Humans domesticated dogs long before any other animal, yet
researchers don’t agree on where or when this happened. One
study of the DNA of modern dogs and wolves suggests that
dogs arose less than 16,000 years ago in Southeast Asia, but
another genetic analysis of ancient dogs and wolves pegs the
event to Europe as long as 32,000 years ago. Archaeological
studies have been similarly contentious, with some groups
claiming that Russian and Belgian skulls dated to about 30,000
years ago represent the world’s first dogs, whereas others
argue that the oldest definitive dog skulls are 16,000-year-old
craniums found in Russia and Germany.
Dalén hopes the new study will put some of the debate to rest.
When he and his colleagues dated the small Taymyr bone and
sequenced its genome, they discovered that the specimen
belonged to a male wolf that lived about 35,000 years ago. The
DNA, when compared with that of modern and ancient dogs
and wolves, indicated that this individual lived during a critical
period in canine history, when an ancient population of wolves
divided into lineages that would eventually give rise to the
Taymyr wolf, modern gray wolves, and today’s dogs.

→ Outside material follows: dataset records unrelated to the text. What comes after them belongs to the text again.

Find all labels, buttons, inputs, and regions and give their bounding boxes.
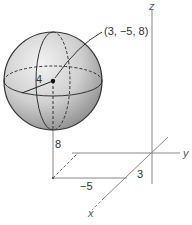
- x-projection-dashed: [53, 153, 78, 178]
- center-point: [51, 79, 55, 83]
- z-value-label: 8: [55, 138, 61, 150]
- radius-label: 4: [36, 73, 42, 85]
- x-axis-dashed: [92, 198, 104, 210]
- y-value-label: −5: [80, 180, 93, 192]
- z-axis-label: z: [148, 0, 155, 12]
- x-axis-label: x: [87, 207, 94, 219]
- sphere-diagram: (3, −5, 8) 4 z y x 8 −5 3: [0, 0, 192, 225]
- x-value-label: 3: [137, 168, 143, 180]
- x-axis: [104, 137, 168, 198]
- base-point: [52, 177, 54, 179]
- center-label: (3, −5, 8): [104, 25, 148, 37]
- y-axis-label: y: [182, 147, 190, 159]
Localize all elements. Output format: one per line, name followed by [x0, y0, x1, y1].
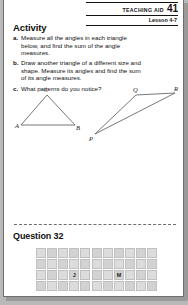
lesson-label: Lesson 4-7 — [86, 16, 178, 25]
grid-cell-letter: M — [115, 271, 123, 279]
page-shadow-right — [184, 3, 188, 300]
activity-item-b-text: Draw another triangle of a different siz… — [21, 59, 143, 82]
header-rule-top — [86, 2, 178, 3]
figure-area: A B C P Q R — [4, 84, 184, 144]
triangle-abc-outline — [21, 95, 75, 125]
grid-cell[interactable]: J — [69, 270, 79, 280]
grid-cell[interactable] — [147, 281, 157, 291]
grid-cell[interactable] — [69, 259, 79, 269]
grid-cell[interactable] — [58, 248, 68, 258]
grid-cell[interactable] — [114, 248, 124, 258]
grid-row — [35, 281, 158, 292]
activity-item-b-letter: b. — [13, 59, 21, 67]
grid-row: JM — [35, 269, 158, 280]
grid-cell[interactable] — [125, 281, 135, 291]
grid-cell[interactable] — [136, 248, 146, 258]
grid-cell-letter: J — [70, 271, 78, 279]
activity-item-a: a. Measure all the angles in each triang… — [13, 34, 143, 57]
page-shadow-bottom — [6, 297, 187, 301]
grid-cell[interactable] — [58, 281, 68, 291]
grid-row — [35, 247, 158, 258]
grid-cell[interactable] — [114, 259, 124, 269]
grid-cell[interactable] — [36, 259, 46, 269]
teaching-aid-label: TEACHING AID — [122, 7, 163, 14]
triangle-pqr-vertex-p-label: P — [88, 135, 93, 142]
worksheet-page: TEACHING AID 41 Lesson 4-7 Activity a. M… — [0, 0, 188, 305]
grid-cell[interactable]: M — [114, 270, 124, 280]
grid-cell[interactable] — [36, 270, 46, 280]
question-title: Question 32 — [13, 231, 63, 241]
triangle-pqr-figure: P Q R — [88, 84, 183, 142]
grid-cell[interactable] — [147, 270, 157, 280]
header-rule-bottom — [86, 25, 178, 26]
grid-cell[interactable] — [147, 259, 157, 269]
teaching-aid-header: TEACHING AID 41 Lesson 4-7 — [86, 2, 178, 26]
grid-cell[interactable] — [47, 248, 57, 258]
triangle-abc-vertex-a-label: A — [14, 122, 19, 129]
grid-cell[interactable] — [92, 259, 102, 269]
grid-cell[interactable] — [114, 281, 124, 291]
grid-cell[interactable] — [47, 270, 57, 280]
section-divider — [14, 224, 176, 225]
grid-cell[interactable] — [58, 259, 68, 269]
grid-cell[interactable] — [103, 259, 113, 269]
triangle-abc-figure: A B C — [12, 84, 86, 136]
grid-cell[interactable] — [103, 270, 113, 280]
triangle-pqr-vertex-r-label: R — [173, 85, 178, 92]
grid-cell[interactable] — [47, 281, 57, 291]
grid-cell[interactable] — [69, 281, 79, 291]
grid-cell[interactable] — [36, 248, 46, 258]
grid-cell[interactable] — [92, 248, 102, 258]
teaching-aid-line: TEACHING AID 41 — [86, 4, 178, 15]
worksheet-sheet: TEACHING AID 41 Lesson 4-7 Activity a. M… — [3, 0, 184, 297]
triangle-pqr-vertex-q-label: Q — [133, 86, 138, 93]
grid-row — [35, 258, 158, 269]
grid-cell[interactable] — [47, 259, 57, 269]
grid-cell[interactable] — [147, 248, 157, 258]
activity-item-b: b. Draw another triangle of a different … — [13, 59, 143, 82]
grid-cell[interactable] — [136, 270, 146, 280]
triangle-abc-vertex-c-label: C — [44, 86, 49, 93]
grid-cell[interactable] — [36, 281, 46, 291]
grid-cell[interactable] — [80, 270, 90, 280]
activity-item-a-letter: a. — [13, 34, 21, 42]
grid-cell[interactable] — [58, 270, 68, 280]
grid-cell[interactable] — [80, 248, 90, 258]
grid-cell[interactable] — [136, 259, 146, 269]
activity-item-a-text: Measure all the angles in each triangle … — [21, 34, 143, 57]
grid-cell[interactable] — [92, 281, 102, 291]
grid-cell[interactable] — [136, 281, 146, 291]
grid-cell[interactable] — [69, 248, 79, 258]
teaching-aid-number: 41 — [167, 4, 178, 14]
triangle-pqr-outline — [95, 93, 175, 134]
grid-cell[interactable] — [80, 281, 90, 291]
triangle-abc-vertex-b-label: B — [76, 124, 80, 131]
grid-cell[interactable] — [125, 259, 135, 269]
grid-cell[interactable] — [103, 281, 113, 291]
activity-title: Activity — [13, 22, 47, 33]
answer-grid[interactable]: JM — [35, 247, 158, 292]
grid-cell[interactable] — [125, 248, 135, 258]
grid-cell[interactable] — [80, 259, 90, 269]
grid-cell[interactable] — [125, 270, 135, 280]
grid-cell[interactable] — [103, 248, 113, 258]
grid-cell[interactable] — [92, 270, 102, 280]
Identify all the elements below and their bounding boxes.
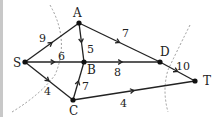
edge-weight-C-T: 4 <box>120 97 127 110</box>
node-D <box>157 59 162 64</box>
node-S <box>22 59 27 64</box>
node-label-D: D <box>160 45 170 59</box>
node-C <box>70 97 75 102</box>
edge-weight-S-C: 4 <box>44 85 51 98</box>
node-label-C: C <box>69 104 78 117</box>
node-label-S: S <box>13 56 21 70</box>
node-label-A: A <box>72 6 82 20</box>
edge-weight-C-B: 7 <box>82 80 89 93</box>
edge-weight-A-B: 5 <box>87 43 94 56</box>
network-graph: 9645787410SABCDT <box>0 0 215 117</box>
node-B <box>81 59 86 64</box>
edge-weight-A-D: 7 <box>122 27 129 40</box>
node-A <box>76 20 81 25</box>
edge-weight-D-T: 10 <box>176 60 190 73</box>
node-label-T: T <box>203 74 211 88</box>
edge-weight-S-A: 9 <box>39 32 46 45</box>
edge-weight-B-D: 8 <box>114 66 121 79</box>
node-T <box>192 78 197 83</box>
edge-weight-S-B: 6 <box>58 50 65 63</box>
node-label-B: B <box>87 63 96 77</box>
network-diagram: 9645787410SABCDT <box>0 0 215 117</box>
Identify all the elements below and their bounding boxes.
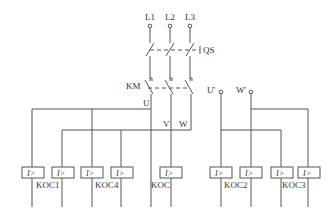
terminal-l1-label: L1 — [145, 12, 155, 22]
bus-v-label: V — [163, 119, 170, 129]
terminal-w-prime-icon — [249, 90, 253, 94]
relay-koc1-label: KOC1 — [36, 180, 60, 190]
km-blade-3 — [185, 80, 193, 94]
relay-symbol-5: I> — [214, 169, 223, 178]
terminal-u-prime-icon — [219, 90, 223, 94]
relay-koc4-label: KOC4 — [95, 180, 119, 190]
relay-symbol-8: I> — [302, 169, 311, 178]
relay-symbol-3: I> — [85, 169, 94, 178]
terminal-l3-label: L3 — [185, 12, 195, 22]
terminal-l3-icon — [188, 24, 192, 28]
terminal-l2-icon — [168, 24, 172, 28]
bus-u-label: U — [143, 98, 150, 108]
relay-symbol-koc: I> — [164, 169, 173, 178]
terminal-l1-icon — [148, 24, 152, 28]
relay-koc2-label: KOC2 — [224, 180, 248, 190]
terminal-w-prime-label: W' — [236, 85, 246, 95]
overcurrent-relay-schematic: L1 L2 L3 QS KM U V W I> I> I> I> — [0, 0, 336, 221]
bus-w-label: W — [179, 119, 188, 129]
qs-label: QS — [203, 45, 215, 55]
relay-koc-label: KOC — [151, 180, 170, 190]
km-blade-2 — [165, 80, 173, 94]
relay-symbol-4: I> — [115, 169, 124, 178]
relay-symbol-7: I> — [275, 169, 284, 178]
relay-symbol-1: I> — [26, 169, 35, 178]
km-blade-1 — [145, 80, 153, 94]
relay-koc3-label: KOC3 — [282, 180, 306, 190]
terminal-l2-label: L2 — [165, 12, 175, 22]
km-label: KM — [126, 81, 141, 91]
relay-symbol-6: I> — [244, 169, 253, 178]
relay-symbol-2: I> — [56, 169, 65, 178]
terminal-u-prime-label: U' — [207, 85, 215, 95]
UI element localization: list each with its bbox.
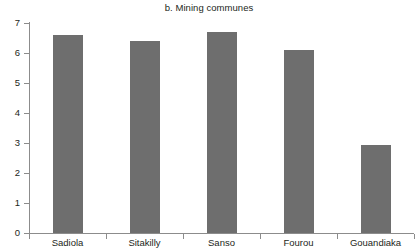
x-axis-label-fourou: Fourou <box>260 237 337 249</box>
y-axis-tick-label: 0 <box>15 227 20 238</box>
y-axis-tick-label: 5 <box>15 77 20 88</box>
bar-sitakilly <box>130 41 160 233</box>
x-axis-label-sanso: Sanso <box>183 237 260 249</box>
y-axis-tick-label: 3 <box>15 137 20 148</box>
x-axis-label-sadiola: Sadiola <box>29 237 106 249</box>
bar-gouandiaka <box>361 145 391 234</box>
bar-chart-figure: b. Mining communes 01234567 SadiolaSitak… <box>0 0 418 251</box>
x-axis-label-sitakilly: Sitakilly <box>106 237 183 249</box>
y-axis-tick-label: 6 <box>15 47 20 58</box>
x-axis-tick <box>414 234 415 239</box>
chart-title: b. Mining communes <box>0 2 418 13</box>
y-axis-tick-label: 2 <box>15 167 20 178</box>
bar-sanso <box>207 32 237 233</box>
y-axis-tick-label: 7 <box>15 17 20 28</box>
plot-area <box>29 23 414 233</box>
y-axis-tick-label: 1 <box>15 197 20 208</box>
x-axis-line <box>29 233 414 234</box>
bar-fourou <box>284 50 314 233</box>
y-axis-tick-label: 4 <box>15 107 20 118</box>
bar-sadiola <box>53 35 83 233</box>
x-axis-label-gouandiaka: Gouandiaka <box>337 237 414 249</box>
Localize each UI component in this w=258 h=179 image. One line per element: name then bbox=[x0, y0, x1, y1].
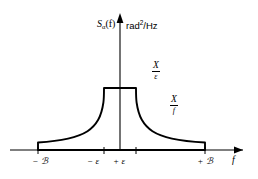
y-axis-quantity-label: Sα(f) bbox=[97, 19, 115, 31]
x-axis-arrowhead bbox=[234, 147, 243, 154]
x-tick-label-pos-epsilon: + ε bbox=[106, 156, 132, 166]
tail-denominator: f bbox=[170, 107, 178, 115]
plateau-denominator: ε bbox=[152, 73, 160, 81]
y-units-denominator: /Hz bbox=[143, 20, 157, 31]
plateau-numerator: X bbox=[152, 61, 160, 71]
y-quantity-argument: (f) bbox=[105, 18, 115, 29]
x-axis-label: f bbox=[232, 155, 235, 165]
x-tick-label-neg-bandwidth: − ℬ bbox=[23, 156, 57, 166]
plateau-level-annotation: X ε bbox=[152, 61, 160, 81]
x-tick-label-pos-bandwidth: + ℬ bbox=[188, 156, 222, 166]
y-axis-units-label: rad2/Hz bbox=[126, 20, 158, 31]
x-tick-label-neg-epsilon: − ε bbox=[80, 156, 106, 166]
tail-level-annotation: X f bbox=[170, 95, 178, 115]
psd-curve bbox=[38, 88, 205, 150]
tail-numerator: X bbox=[170, 95, 178, 105]
y-axis-arrowhead bbox=[117, 13, 124, 23]
psd-figure: Sα(f) rad2/Hz X ε X f − ℬ − ε + ε + ℬ f bbox=[0, 0, 258, 179]
y-units-base: rad bbox=[126, 20, 140, 31]
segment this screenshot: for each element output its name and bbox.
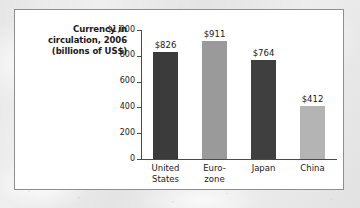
bar: $764 [251,60,276,159]
bar-value-label: $412 [302,94,324,104]
x-axis-category-label: China [288,163,337,174]
y-axis-tick-label: 0 [130,154,135,163]
x-axis-category-label: Euro- zone [190,163,239,184]
bar: $826 [153,52,178,159]
y-axis-line [141,30,142,159]
y-axis-tick-mark [137,30,141,31]
bar: $412 [300,106,325,159]
x-axis-category-label: United States [141,163,190,184]
bar-value-label: $764 [253,48,275,58]
y-axis-tick-label: 200 [120,128,135,137]
bar-value-label: $826 [155,40,177,50]
y-axis-tick-mark [137,133,141,134]
y-axis-tick-label: 800 [120,50,135,59]
y-axis-tick-mark [137,82,141,83]
y-axis-tick-mark [137,56,141,57]
bar-value-label: $911 [204,29,226,39]
x-axis-line [141,159,337,160]
y-axis-tick-label: 400 [120,102,135,111]
figure-page: Currency in circulation, 2006 (billions … [0,0,360,208]
y-axis-tick-mark [137,159,141,160]
y-axis-tick-label: 600 [120,76,135,85]
bar: $911 [202,41,227,159]
y-axis-tick-label: $1,000 [107,25,135,34]
plot-area: 0200400600800$1,000 $826$911$764$412 Uni… [141,30,337,159]
chart-panel: Currency in circulation, 2006 (billions … [14,9,344,190]
x-axis-category-label: Japan [239,163,288,174]
y-axis-tick-mark [137,107,141,108]
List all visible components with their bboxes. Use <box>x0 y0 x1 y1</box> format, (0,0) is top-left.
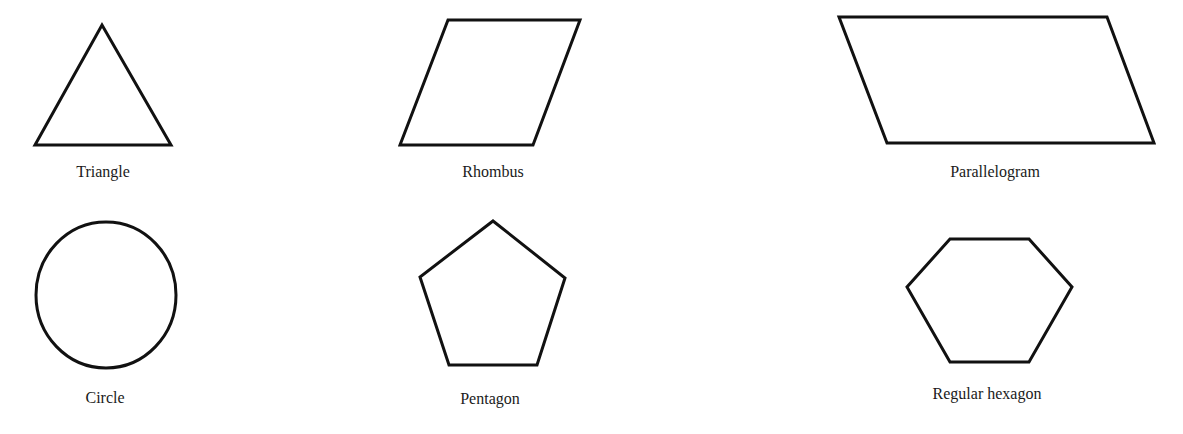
pentagon-shape <box>420 221 565 365</box>
rhombus-label: Rhombus <box>462 163 523 180</box>
triangle-shape <box>35 25 171 145</box>
shapes-diagram: Triangle Rhombus Parallelogram Circle Pe… <box>0 0 1183 434</box>
parallelogram-label: Parallelogram <box>950 163 1040 181</box>
triangle-label: Triangle <box>76 163 130 181</box>
regular-hexagon-shape <box>907 239 1072 362</box>
regular-hexagon-label: Regular hexagon <box>933 385 1042 403</box>
rhombus-shape <box>400 20 580 145</box>
parallelogram-shape <box>839 17 1154 143</box>
pentagon-label: Pentagon <box>460 390 520 408</box>
circle-shape <box>36 222 176 368</box>
circle-label: Circle <box>85 389 124 406</box>
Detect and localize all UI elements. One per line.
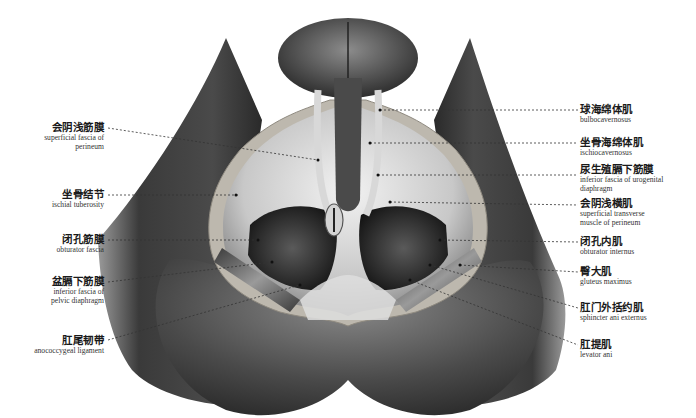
label-superficial-fascia-of-perineum: 会阴浅筋膜 superficial fascia of perineum xyxy=(44,122,104,152)
bulbocavernosus-body xyxy=(334,78,362,211)
label-superficial-transverse-muscle-of-perineum: 会阴浅横肌 superficial transverse muscle of p… xyxy=(580,198,645,228)
label-inferior-fascia-of-pelvic-diaphragm: 盆膈下筋膜 inferior fascia of pelvic diaphrag… xyxy=(51,276,104,306)
label-ischial-tuberosity: 坐骨结节 ischial tuberosity xyxy=(52,189,104,209)
label-levator-ani: 肛提肌 levator ani xyxy=(580,339,612,359)
label-ischiocavernosus: 坐骨海绵体肌 ischiocavernosus xyxy=(580,137,643,157)
label-sphincter-ani-externus: 肛门外括约肌 sphincter ani externus xyxy=(580,302,647,322)
label-obturator-fascia: 闭孔筋膜 obturator fascia xyxy=(57,234,104,254)
anatomy-figure: 会阴浅筋膜 superficial fascia of perineum 坐骨结… xyxy=(0,0,696,418)
label-anococcygeal-ligament: 肛尾韧带 anococcygeal ligament xyxy=(34,335,104,355)
label-gluteus-maximus: 臀大肌 gluteus maximus xyxy=(580,266,632,286)
label-obturator-internus: 闭孔内肌 obturator internus xyxy=(580,236,634,256)
label-bulbocavernosus: 球海绵体肌 bulbocavernosus xyxy=(580,104,633,124)
label-inferior-fascia-of-urogenital-diaphragm: 尿生殖膈下筋膜 inferior fascia of urogenital di… xyxy=(580,164,663,194)
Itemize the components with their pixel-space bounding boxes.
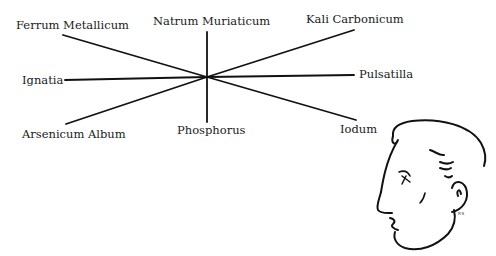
label-pulsatilla: Pulsatilla: [359, 69, 413, 81]
label-natrum-muriaticum: Natrum Muriaticum: [153, 16, 270, 28]
line-ignatia: [65, 77, 207, 80]
label-phosphorus: Phosphorus: [177, 125, 245, 137]
line-arsenicum-album: [66, 77, 207, 124]
line-iodum: [207, 77, 356, 120]
label-ferrum-metallicum: Ferrum Metallicum: [16, 20, 129, 32]
line-pulsatilla: [207, 75, 354, 77]
label-iodum: Iodum: [340, 124, 377, 136]
head-profile-illustration: [377, 120, 485, 249]
label-kali-carbonicum: Kali Carbonicum: [306, 14, 404, 26]
line-ferrum-metallicum: [63, 35, 207, 77]
label-arsenicum-album: Arsenicum Album: [22, 129, 126, 141]
line-kali-carbonicum: [207, 30, 354, 77]
label-ignatia: Ignatia: [22, 75, 63, 87]
artist-signature: RS: [458, 211, 465, 216]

“It looks like a three-way split that all happened around the
same time,” says lead author Pontus Skoglund, a postdoc at
Harvard University. According to the genetic mutation rate the
researchers calculated by comparing the DNA of the Taymyr
wolf with that of dogs and other wolves, the lineage that gave
rise to today’s dogs arose somewhere between 27,000 and
40,000 years ago, the team reports online today in Current
Biology.
“I like that time period,” says Wayne, whose own work
indicates that dogs arose in Europe about this time. “That’s
when modern humans first entered Europe and began
encountering wolves that became the raw material for dogs,”
he says, referring to the older end of the time frame. “It’s a
good paper,” agrees Peter Savolainen, a geneticist at the Royal
Institute of Technology in Stockholm, who was not involved
with the work. His team’s analysis of modern dog and wolf
DNA suggests that the wolf and dog lineages split off from
each other about 32,000 years ago. “It’s really nice that the
modern and ancient DNA matches up,” he says.
Still, neither Savolainen nor Wayne—who have argued over
whether dogs arose in Asia or Europe—thinks the study
provides clarity on that debate or whether dogs were
domesticated multiple times, as some scientists have proposed.
“There’s still a lot of open questions,” Skoglund agrees.
Also unclear is whether Siberian huskies and Greenland sledge
dogs—both considered ancient breeds—were among the first
types of dogs. When Skoglund, Dalén, and their colleagues
compared the DNA of the Taymyr wolf with that of 48 dog
breeds, they found that Greenland sledge dogs and Siberian
huskies shared more ancestry with the Taymyr wolf than did any
other breed. That could mean that these two breeds arose soon
after dogs split from wolves. But it could also be a genetic red
herring, especially if these breeds mated with descendants of
the Taymyr wolf in recent history. Still, Dalén says, “my hunch
is that both are a fairly early form of dog.”